In Homer’s Odyssey, Scylla was a deadly beast who lived on one side of a narrow channel of water. On the other side dwelt the sea monster Charybdis. The two were equally dangerous, and sailing too close to either meant destruction and probably death. For Odysseus, steering safely though the middle passage required navigational skill and extreme caution.
At this week’s East Asia Summit in Bangkok, the resonance of the ancient Greek metaphor is obvious. Can the region’s middle powers – Australia, Malaysia, Vietnam, the Philippines and others – navigate between two equally dangerous monsters, the People’s Republic of China and the United States of America?
In the past, common wisdom held that safety was found in not choosing one side or the other, and that all great powers were equally dangerous. Yet it is increasingly clear that those assumptions no longer hold. Several factors suggest that while many of these nations may continue to hedge in public, they may need to make other choices in private.
However much these countries worry about America, and especially the White House’s erraticism, the more pressing question is how to deal with a rising and increasingly assertive China. Fears of American abandonment and inattention have long pervaded Asian capitals and will continue regardless of America’s actions, because Washington is so often focused on events elsewhere in the world. But there is no escaping Beijing.
Moreover, the increasingly assertive turn in Chinese foreign policy under President Xi Jinping has blurred the distinction between countries on the front line and those less affected. Japan has seen continuous pressure exerted by Chinese maritime forces to alter maritime boundaries. Australia has been on the receiving end of a widespread campaign of political interference run by Beijing’s United Front Work Department intended to shape and condition its sovereign political decisions.
South Korea was punished by a slowdown in Chinese tourism and the ejection of South Korean businesses from China after Seoul installed a missile defence system of which Beijing disapproved. The Philippines, which attempted to check Beijing’s ambiguous and expansive claims in the South China Sea by submitting the dispute to an international court of arbitration, has been subjected to an ongoing campaign of harassment and intimidation of its fishing fleets by China’s maritime militia and coast guard. Vietnam, which has challenged incursions into its territorial waters, has been on the receiving end of cyber attacks.
This partial list only underscores the larger point that as Beijing’s power has grown, so too has its ability to affect more countries in more ways.
Policy responses have differed in tone and intensity. The Philippines has gained remarkably little from Beijing despite President Rodrigo Duterte’s announcement of “separation” from the US and realignment with Beijing and Moscow. Malaysia, by pushing back against what Prime Minister Mahathir Mohamad deemed Beijing’s “new version of colonialism”, was able to renegotiate infrastructure deals on more favourable terms. Meanwhile, Japan has resisted China’s consistent pressure in the East China Sea, and is playing a leading role in forging new ties across the region while improving its relationship with Beijing.
Safe passage
Most Indo-Pacific countries will likely want to continue to hedge, desiring to derive as much benefit from both powers as possible while also avoiding sticking their necks out too far. But it is clear that they are trying to figure out a way forward as the safe passage between the shorelines grows ever more narrow. Three starting points should inform their course.
First, regional co-ordination needs to intensify, and should include more robust discussions of the problems each nation is facing and what responses seem to work best. All Indo-Pacific nations are now dealing with Chinese aggression – sometimes forceful and coercive, sometimes implicit and suggestive. And Beijing is tailoring the pressure, varying its approach from country to country. This has been effective for China because thus far each country has addressed this coercion as a bilateral issue. Broader discussion of problems and successful responses would allow best practice to be widely disseminated, and help countries to pool knowledge and resources.
Second, to accrue maximal benefits from both sides, smaller countries need the ability to hedge more effectively. A nation that accepts investment, funding or development aid from only one big power will become overly reliant on that country. Similarly, countries that have neither the ability to defend themselves nor the capacity to inflict asymmetric costs on would-be aggressors are easy targets for coercive activities. But nations that make themselves attractive destinations for investment while also building the capacity of their armed forces stand a greater chance of enhancing their prosperity and preserving their independence.
Finally, countries are increasingly being forced to take sides on technology developments in fields such as space exploration, artificial intelligence, quantum computing, robotics and 5G network infrastructure. The decisions that governments take, especially on 5G, will lock them into dependent relationships with system providers and determine the strategic and economic risks they will face over the long run. The nations that are most likely to thrive in an increasingly bifurcated world are those that make their policy decisions based on long-term implications as well as immediate costs.
Middle powers in the Indo-Pacific region are understandably anxious and concerned, as the middle path they have hewed to in the past continues to narrow. But as understanding spreads of the risks posed by engagement with China they would be wise to focus on strengthening their capacity to resist. That will help them counter the worst of China’s coercion and secure a prosperous future for their citizens.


### What to do
Pull out every line in the data that has the string "outcome" in it.

### Dataset content

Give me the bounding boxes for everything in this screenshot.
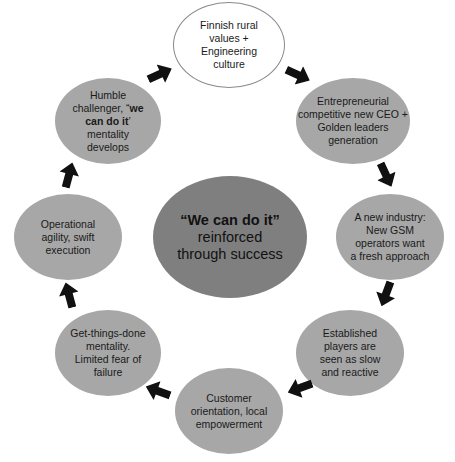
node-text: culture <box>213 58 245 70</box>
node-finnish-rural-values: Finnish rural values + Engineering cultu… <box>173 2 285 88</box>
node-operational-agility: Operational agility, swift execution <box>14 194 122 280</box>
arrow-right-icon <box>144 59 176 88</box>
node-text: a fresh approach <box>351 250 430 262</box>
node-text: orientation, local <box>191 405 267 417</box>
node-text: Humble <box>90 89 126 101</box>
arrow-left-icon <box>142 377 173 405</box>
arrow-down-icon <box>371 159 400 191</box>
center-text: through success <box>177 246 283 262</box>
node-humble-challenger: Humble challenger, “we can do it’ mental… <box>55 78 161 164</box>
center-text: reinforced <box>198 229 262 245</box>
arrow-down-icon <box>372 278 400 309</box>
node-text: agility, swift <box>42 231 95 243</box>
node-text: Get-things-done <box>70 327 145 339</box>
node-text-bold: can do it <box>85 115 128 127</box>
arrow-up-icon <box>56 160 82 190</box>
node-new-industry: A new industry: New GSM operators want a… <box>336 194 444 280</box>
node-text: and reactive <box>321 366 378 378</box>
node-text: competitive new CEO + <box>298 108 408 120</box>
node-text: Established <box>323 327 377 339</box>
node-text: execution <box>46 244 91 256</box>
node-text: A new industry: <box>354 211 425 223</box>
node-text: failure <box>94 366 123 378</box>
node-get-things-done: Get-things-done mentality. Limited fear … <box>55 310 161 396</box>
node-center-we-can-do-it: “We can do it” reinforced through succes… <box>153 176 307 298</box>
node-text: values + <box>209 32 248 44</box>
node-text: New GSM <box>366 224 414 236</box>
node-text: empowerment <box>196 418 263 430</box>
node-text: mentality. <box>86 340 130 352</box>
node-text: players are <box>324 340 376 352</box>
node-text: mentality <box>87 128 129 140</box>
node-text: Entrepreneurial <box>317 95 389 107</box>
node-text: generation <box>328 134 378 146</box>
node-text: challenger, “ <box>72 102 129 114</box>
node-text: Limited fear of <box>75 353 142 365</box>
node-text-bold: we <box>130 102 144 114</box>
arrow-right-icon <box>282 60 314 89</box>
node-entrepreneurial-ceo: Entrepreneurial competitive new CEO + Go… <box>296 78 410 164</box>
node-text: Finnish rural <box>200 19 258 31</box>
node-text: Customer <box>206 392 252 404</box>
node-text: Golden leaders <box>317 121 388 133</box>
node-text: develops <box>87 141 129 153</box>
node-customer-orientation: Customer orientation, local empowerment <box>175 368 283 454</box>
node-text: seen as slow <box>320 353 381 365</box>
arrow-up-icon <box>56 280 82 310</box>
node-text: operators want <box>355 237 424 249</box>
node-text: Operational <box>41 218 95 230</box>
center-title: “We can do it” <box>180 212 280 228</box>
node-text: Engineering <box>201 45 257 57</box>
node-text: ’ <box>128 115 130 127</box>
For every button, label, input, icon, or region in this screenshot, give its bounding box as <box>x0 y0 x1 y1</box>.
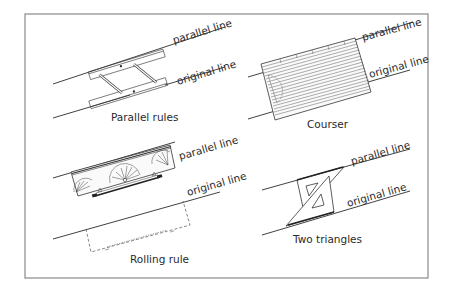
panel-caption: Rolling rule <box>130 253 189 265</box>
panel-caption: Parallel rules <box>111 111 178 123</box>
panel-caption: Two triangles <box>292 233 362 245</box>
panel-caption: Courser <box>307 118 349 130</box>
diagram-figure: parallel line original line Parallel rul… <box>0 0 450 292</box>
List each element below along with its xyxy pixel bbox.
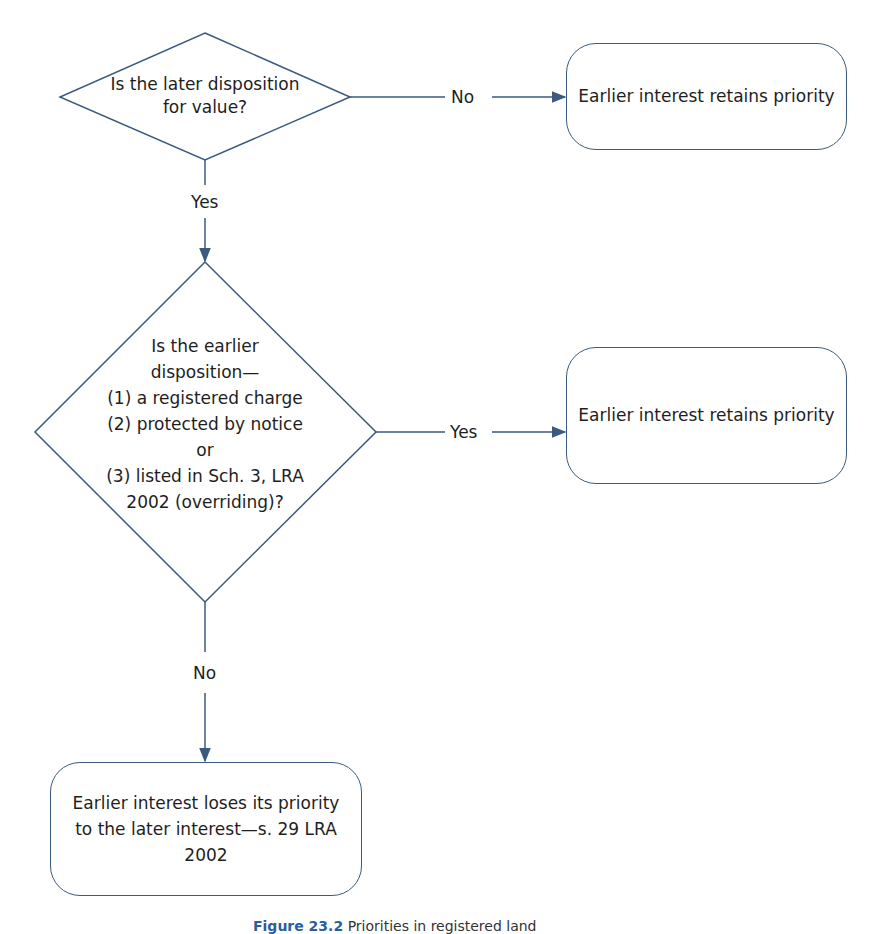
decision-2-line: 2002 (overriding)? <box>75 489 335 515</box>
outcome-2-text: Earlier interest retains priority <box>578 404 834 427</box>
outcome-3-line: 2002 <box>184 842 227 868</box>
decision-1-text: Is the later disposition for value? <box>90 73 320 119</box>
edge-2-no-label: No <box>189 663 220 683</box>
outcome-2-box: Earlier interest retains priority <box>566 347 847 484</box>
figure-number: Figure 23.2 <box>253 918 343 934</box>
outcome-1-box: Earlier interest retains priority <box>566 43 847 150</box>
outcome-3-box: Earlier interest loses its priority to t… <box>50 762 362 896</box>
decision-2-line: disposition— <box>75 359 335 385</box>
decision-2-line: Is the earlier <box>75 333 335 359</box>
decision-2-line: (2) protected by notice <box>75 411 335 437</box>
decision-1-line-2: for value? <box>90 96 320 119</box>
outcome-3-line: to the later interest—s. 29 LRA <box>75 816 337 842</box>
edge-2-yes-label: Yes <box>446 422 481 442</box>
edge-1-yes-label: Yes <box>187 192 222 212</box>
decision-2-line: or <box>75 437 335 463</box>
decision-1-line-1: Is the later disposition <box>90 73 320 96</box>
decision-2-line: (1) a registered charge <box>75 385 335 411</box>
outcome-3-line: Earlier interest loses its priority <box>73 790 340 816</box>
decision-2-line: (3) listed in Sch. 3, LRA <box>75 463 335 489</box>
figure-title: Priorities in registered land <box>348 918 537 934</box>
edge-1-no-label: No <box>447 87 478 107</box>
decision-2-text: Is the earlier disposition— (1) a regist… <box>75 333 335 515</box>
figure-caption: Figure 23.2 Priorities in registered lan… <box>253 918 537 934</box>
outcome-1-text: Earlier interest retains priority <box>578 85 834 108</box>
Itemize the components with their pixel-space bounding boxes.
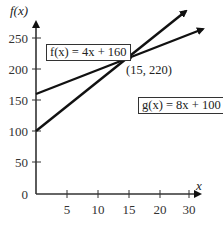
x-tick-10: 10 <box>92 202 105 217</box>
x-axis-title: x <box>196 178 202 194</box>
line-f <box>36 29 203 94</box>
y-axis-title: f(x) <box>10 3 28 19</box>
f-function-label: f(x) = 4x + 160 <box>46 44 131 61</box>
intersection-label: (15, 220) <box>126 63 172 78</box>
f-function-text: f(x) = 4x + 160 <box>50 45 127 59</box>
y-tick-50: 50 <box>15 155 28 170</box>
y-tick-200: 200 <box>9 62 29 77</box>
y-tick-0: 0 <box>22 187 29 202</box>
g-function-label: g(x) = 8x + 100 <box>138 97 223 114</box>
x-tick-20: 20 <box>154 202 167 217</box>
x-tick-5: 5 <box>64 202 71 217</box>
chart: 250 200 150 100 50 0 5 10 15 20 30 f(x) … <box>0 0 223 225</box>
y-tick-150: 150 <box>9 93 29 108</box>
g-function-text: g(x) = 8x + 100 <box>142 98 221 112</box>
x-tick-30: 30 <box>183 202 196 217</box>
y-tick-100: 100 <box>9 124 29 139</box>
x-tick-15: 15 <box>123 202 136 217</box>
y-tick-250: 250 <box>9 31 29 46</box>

### Task solution
outcome-2-text: Earlier interest retains priority <box>578 404 834 427</box>
outcome-3-line: 2002 <box>184 842 227 868</box>
outcome-2-box: Earlier interest retains priority <box>566 347 847 484</box>
outcome-1-box: Earlier interest retains priority <box>566 43 847 150</box>
outcome-3-box: Earlier interest loses its priority to t… <box>50 762 362 896</box>
outcome-3-line: to the later interest—s. 29 LRA <box>75 816 337 842</box>
outcome-3-line: Earlier interest loses its priority <box>73 790 340 816</box>
outcome-1-text: Earlier interest retains priority <box>578 85 834 108</box>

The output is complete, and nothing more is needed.